We got busy as we approached the eastern shore of Lake Michigan. Dispatch sent a text message to us via ACARS describing an area of light to moderate turbulence associated with some thunderstorms that were at our altitude and lower.

Kurt dialed a frequency and began talking with the dispatcher.

“What if we went Chicago and then Hector? You think that would keep us out of this stuff?” He said while I listened to the other radio for any calls from ATC.

After sorting out the best route with dispatch, Kurt called the center controller.

“We’d like to put in a request for a turn to Chicago and then direct to HEC.”

All waypoints are identified by three or five-letters; HEC (short for the Hector VOR) marked the beginning of our arrival into LAX. Amazingly, the controller came back immediately and said our query was “approved as requested.”

So far, we hadn’t experienced a single bump. But Kurt was going to see to it that Chris, and everyone else on board, would be getting the smoothest possible ride.

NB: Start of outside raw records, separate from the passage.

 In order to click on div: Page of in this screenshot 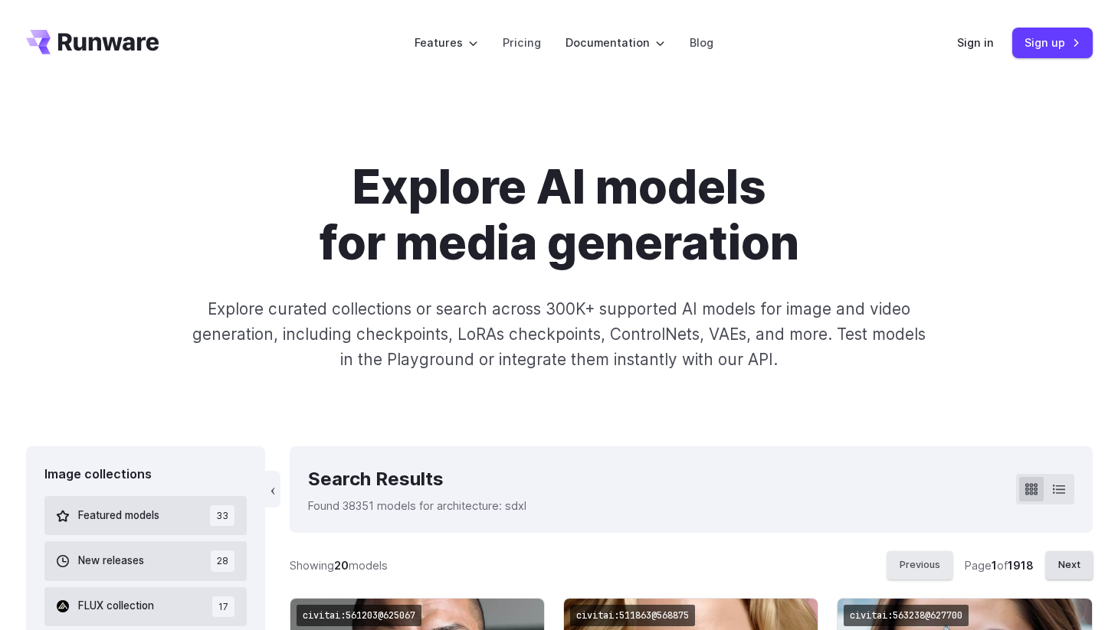, I will do `click(999, 565)`.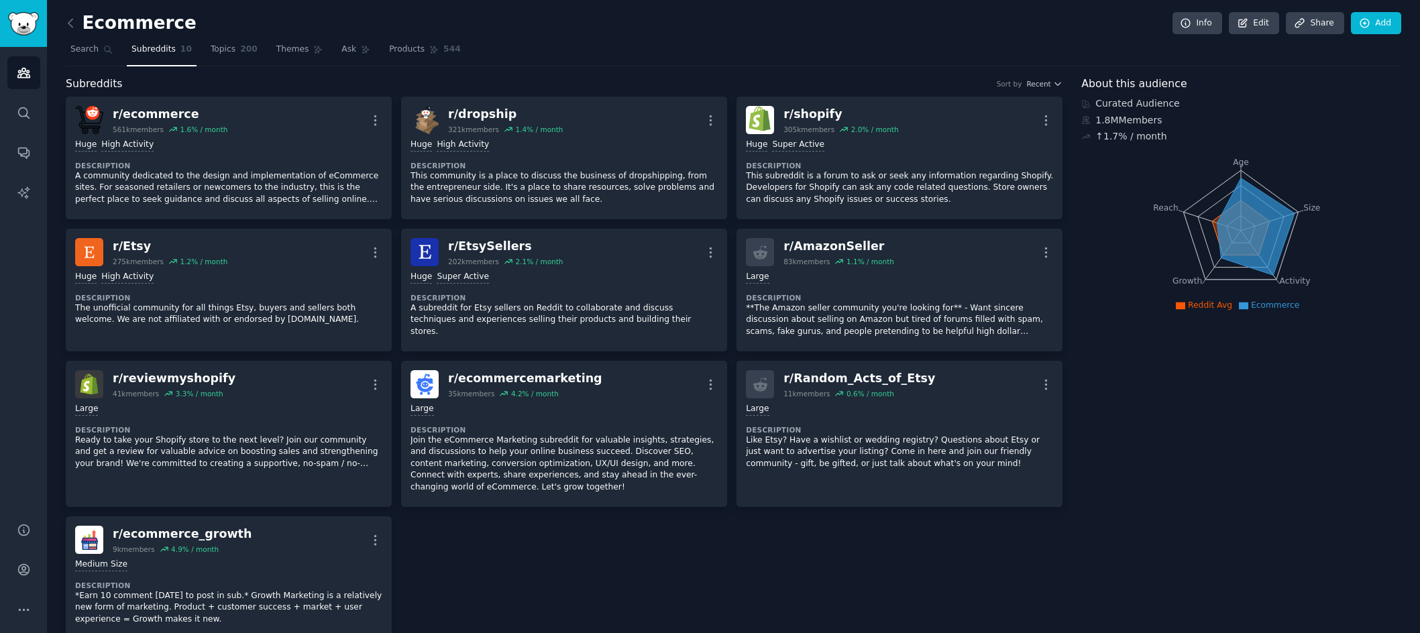 The height and width of the screenshot is (633, 1420). I want to click on span: Topics, so click(223, 50).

I was surprised when we crossed the Rocky Mountains, an area that’s notorious for at least some light chop, without having to turn the seatbelt sign on.

Our route, courtesy of FlightAware.com

In the end it cost us some extra time and fuel.

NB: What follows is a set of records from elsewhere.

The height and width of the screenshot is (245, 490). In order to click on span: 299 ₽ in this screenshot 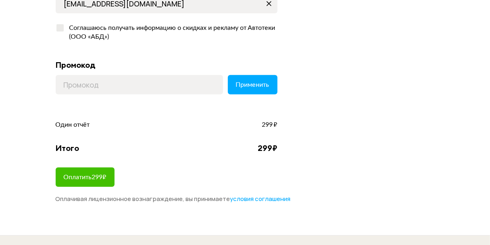, I will do `click(270, 125)`.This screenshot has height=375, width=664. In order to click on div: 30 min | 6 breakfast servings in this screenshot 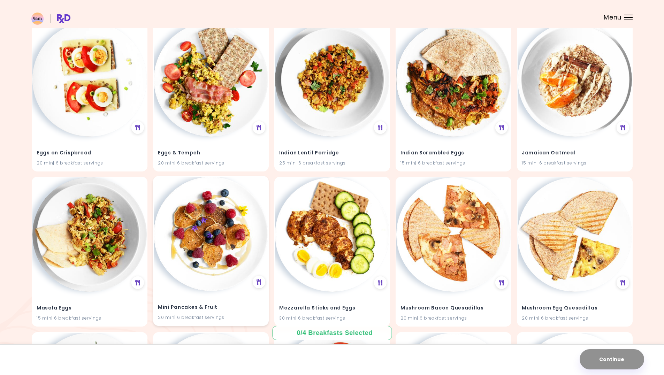, I will do `click(332, 318)`.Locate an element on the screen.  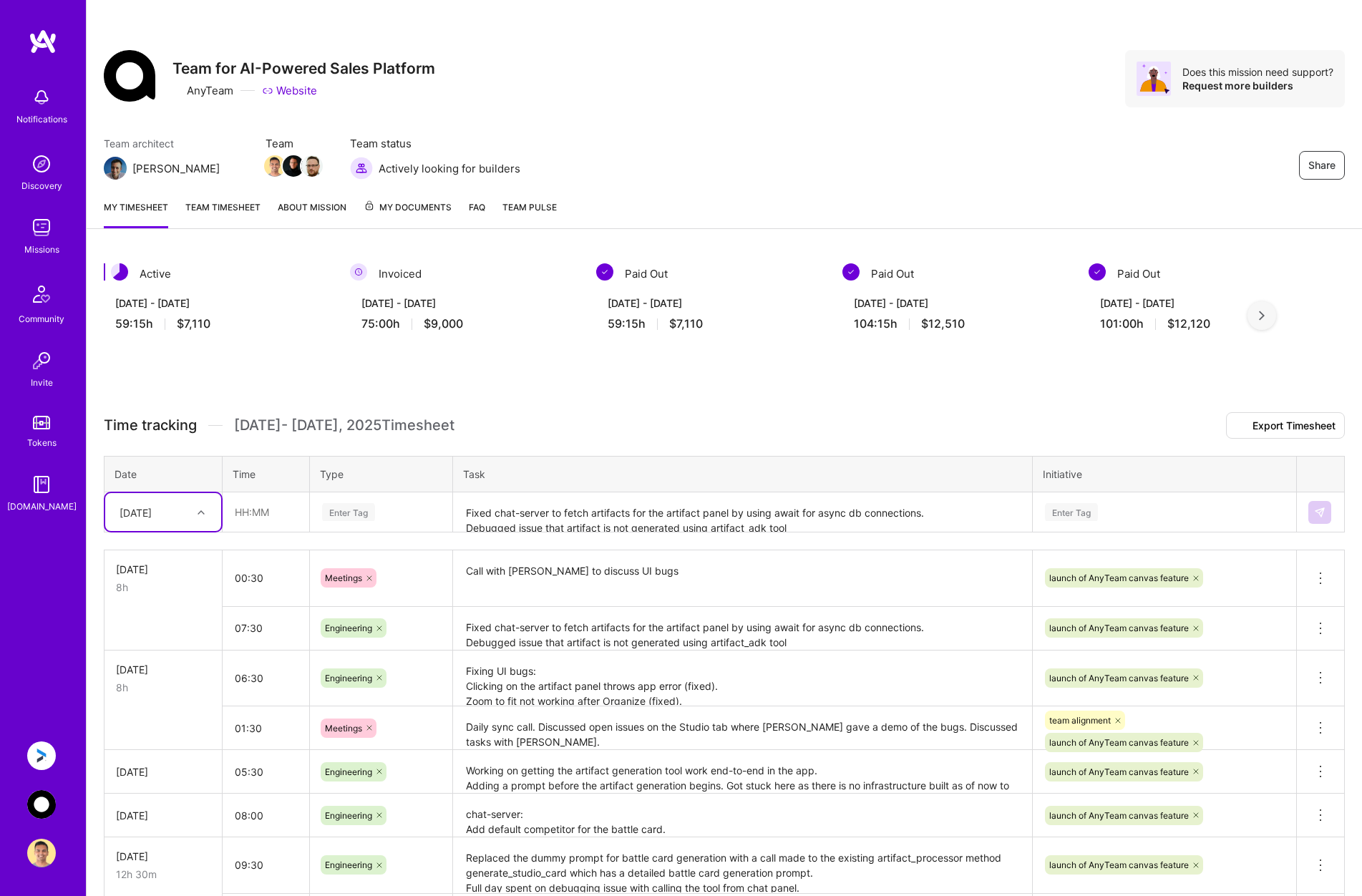
button: Share is located at coordinates (1322, 166).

The strong jet-stream that we had been bucking on the first part of the flight was scheduled to move off to our left after crossing Lake Michigan. Instead, by turning left toward Chicago we continued to have the 115 knot headwinds for the entire flight. It meant that we’d be arriving 45 minutes later than planned, for a total flight time that was nearly 7 hours, a record for both of us.

Kurt and the dispatcher made the right decision to sacrifice a few minutes and some extra fuel for a smooth ride.


It’s not always serious. Kurt and Kent enjoying a laugh.

On the ground in LA, the passengers didn’t seem to mind, and while deplaning, a few of them said, “Nice flight, brothers!”

Apparently one of the other flight attendants mentioned that we were related in her PA. But the biggest reactions came from our co-workers and the hotel staff when we checked in.

“Wait a minute. Are you guys related?” They asked. After explaining that we were brothers, they questioned whether we got along ok–I suppose sibling rivalry could be a bad thing in a cockpit–and then admitted that they hadn’t realized it was possible or even allowed for two brothers to fly together.